We started with an average litter size of 5 pups, a life expectancy of 5 years, and pup survival rate of 60%. Average pack size was a little trickier to determine. It is typically reported to be 4-7 wolves, however in Yellowstone the recent average pack size is over 10 wolves.2,15 We started with a pack size of 6, since the Yellowstone data is just from recent years, and may well have been different earlier on in reintroduction. Similarly, the territory needs of wolf packs range from around 100 to 1100 depending on the wolf pack and area.2 WildEarth Guardians hypothesize that this could be due to prey density or habitat quality.2 

Since wolf reintroduction in YNP is so well studied, we also knew the trends up to the present, around 30 years post-introduction. YNP experienced a sharp initial increase in wolves, to around 200, followed by a sharp decline in elk population and then wolf population - a classic overshoot and collapse archetype.19 The populations likely experience subsequent oscillations throughout the years., and  have stabilized at around 100 wolves and 10,000 to 20,000 elk.22 As mentioned previously the current average pack size in Yellowstone is over 10, and their average range is around 500 square kilometers per pack.2,15 

Using these parameters, we adapted the Predator-Prey-LevelC Stella Architect model provided by Professor Amadei. The resulting model is seen in Figure 4 below.


Figure 4: Overview of Stella Architect Wolf-Elk system dynamics model 


We have two primary feedback mechanisms affecting the wolf population. The first is a relationship between the elk and wolf populations, where wolf predation decreases the elk population, but if the elk population gets too low, wolves are not able to eat enough per year and their lifespan therefore decreases. The second is related to the pack density and acceptable area for each pack. In YNP, wolf on wolf kills are the leading cause of their death, indicating that pack proximity factors strongly into wolf death rates.15 Presumably this effect does depend on prey availability, as wolves may feel they are able to survive in a smaller territory and avoid conflict. In this case, an “Acceptable Wolf Density” converter was defined, using the range of wolf pack territories reported by WildEarth Guardians.2 As elk density decreases, the acceptable territory per pack increases. This is compared to the current pack territory, and there is an additional converter which lowers the life expectancy of wolves if the packs are too dense, accounting for interpack conflicts. 

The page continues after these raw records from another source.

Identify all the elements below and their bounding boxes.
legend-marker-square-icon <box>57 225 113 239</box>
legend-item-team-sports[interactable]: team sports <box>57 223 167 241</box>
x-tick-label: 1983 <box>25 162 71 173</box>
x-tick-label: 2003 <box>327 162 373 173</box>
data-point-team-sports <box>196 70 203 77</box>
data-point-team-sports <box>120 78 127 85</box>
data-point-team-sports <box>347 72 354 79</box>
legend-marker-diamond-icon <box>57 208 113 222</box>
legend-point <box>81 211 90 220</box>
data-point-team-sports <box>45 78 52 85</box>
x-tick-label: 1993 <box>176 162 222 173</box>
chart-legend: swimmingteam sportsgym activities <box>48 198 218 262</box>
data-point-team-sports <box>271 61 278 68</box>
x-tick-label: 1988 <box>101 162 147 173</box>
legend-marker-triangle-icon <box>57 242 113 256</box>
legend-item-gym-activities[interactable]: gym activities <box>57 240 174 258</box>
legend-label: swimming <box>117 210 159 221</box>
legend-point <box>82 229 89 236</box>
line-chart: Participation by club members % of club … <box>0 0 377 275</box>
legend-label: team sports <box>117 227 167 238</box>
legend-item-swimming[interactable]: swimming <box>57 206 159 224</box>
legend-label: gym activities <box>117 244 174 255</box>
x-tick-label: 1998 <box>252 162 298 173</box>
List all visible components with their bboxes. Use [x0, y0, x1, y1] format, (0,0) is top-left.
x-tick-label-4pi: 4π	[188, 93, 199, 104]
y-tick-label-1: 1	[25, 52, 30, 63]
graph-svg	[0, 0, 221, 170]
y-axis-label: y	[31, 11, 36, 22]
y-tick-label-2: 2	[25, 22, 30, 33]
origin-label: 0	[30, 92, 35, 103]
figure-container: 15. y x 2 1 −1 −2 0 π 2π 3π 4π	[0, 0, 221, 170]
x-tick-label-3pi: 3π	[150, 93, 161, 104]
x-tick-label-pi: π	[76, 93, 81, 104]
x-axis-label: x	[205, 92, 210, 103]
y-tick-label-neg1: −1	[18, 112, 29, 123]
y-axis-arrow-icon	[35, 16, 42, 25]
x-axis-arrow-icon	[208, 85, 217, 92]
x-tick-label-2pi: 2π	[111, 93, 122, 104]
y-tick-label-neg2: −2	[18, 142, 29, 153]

The initial run of our model yields encouraging results, as seen in Figure 5. We see the expected initial spike in wolf population, collapse in elk population, and continued oscillations between the species. The wolf and elk populations do have higher peaks and lower valleys than in reality, indicating that there are other feedback mechanisms in the natural world that our model does not account for.

Figure 5: Elk and Wolf Populations over 50 years using initial, baseline conditions of the model

We next varied a few parameters that were given as ranges in the literature: litter size and pack size. The pack size was varied from 4 to 10 wolves per pack, while the litter size was varied from 2 to 5, each using an incremental distribution and a step of 1 wolf. Figures 6 and 7 show the effects of the wolf pack size variation, and Figures 8 and 9 show the effects of varying the litter size.


Figure 6: Effect of varying the wolf pack size from 4 to 10 on Elk Population. Run 1 has a pack size of 4 and run 7 has a pack size of 10.

Figure 7: Effect of varying the wolf pack size from 4 to 10 on Wolf Population. Run 1 has a pack size of 4 and run 7 has a pack size of 10.

When varying the wolf pack size, we see a delay in the oscillations of wolf to elk populations as the pack size increases. We believe this is because our model assumes violent wolf-wolf conflicts based on pack density rather than wolf density, and higher wolf densities are assumed to be tolerated for longer periods of time. This is likely not entirely true, in future models we would like to explore a feedback mechanism between elk/prey density, seasonal conditions, topography and pack size. It is entirely possible that the pack size should be a dynamic parameter, and the YNP website does mention that pack size can depend on prey availability.15 Run 1 results in data most similar to that seen in YNP.

Figure 8: Effect of varying the wolf litter size from 2 to 5 on Elk Population. Run 1 has a litter size of 2 and run 4 has a litter size of 5.

Figure 9: Effect of varying the wolf litter size from 2 to 5 on Wolf Population. Run 1 has a litter size of 2 and run 4 has a litter size of 5.

When varying the litter size, you can observe a unique trend in Run 1 as, due to the lower rate of wolf replication, the population grows quite slowly over time, also allowing elk populations to remain high. There is a similar effect of delaying the overshoot and collapse in the system at lower litter sizes.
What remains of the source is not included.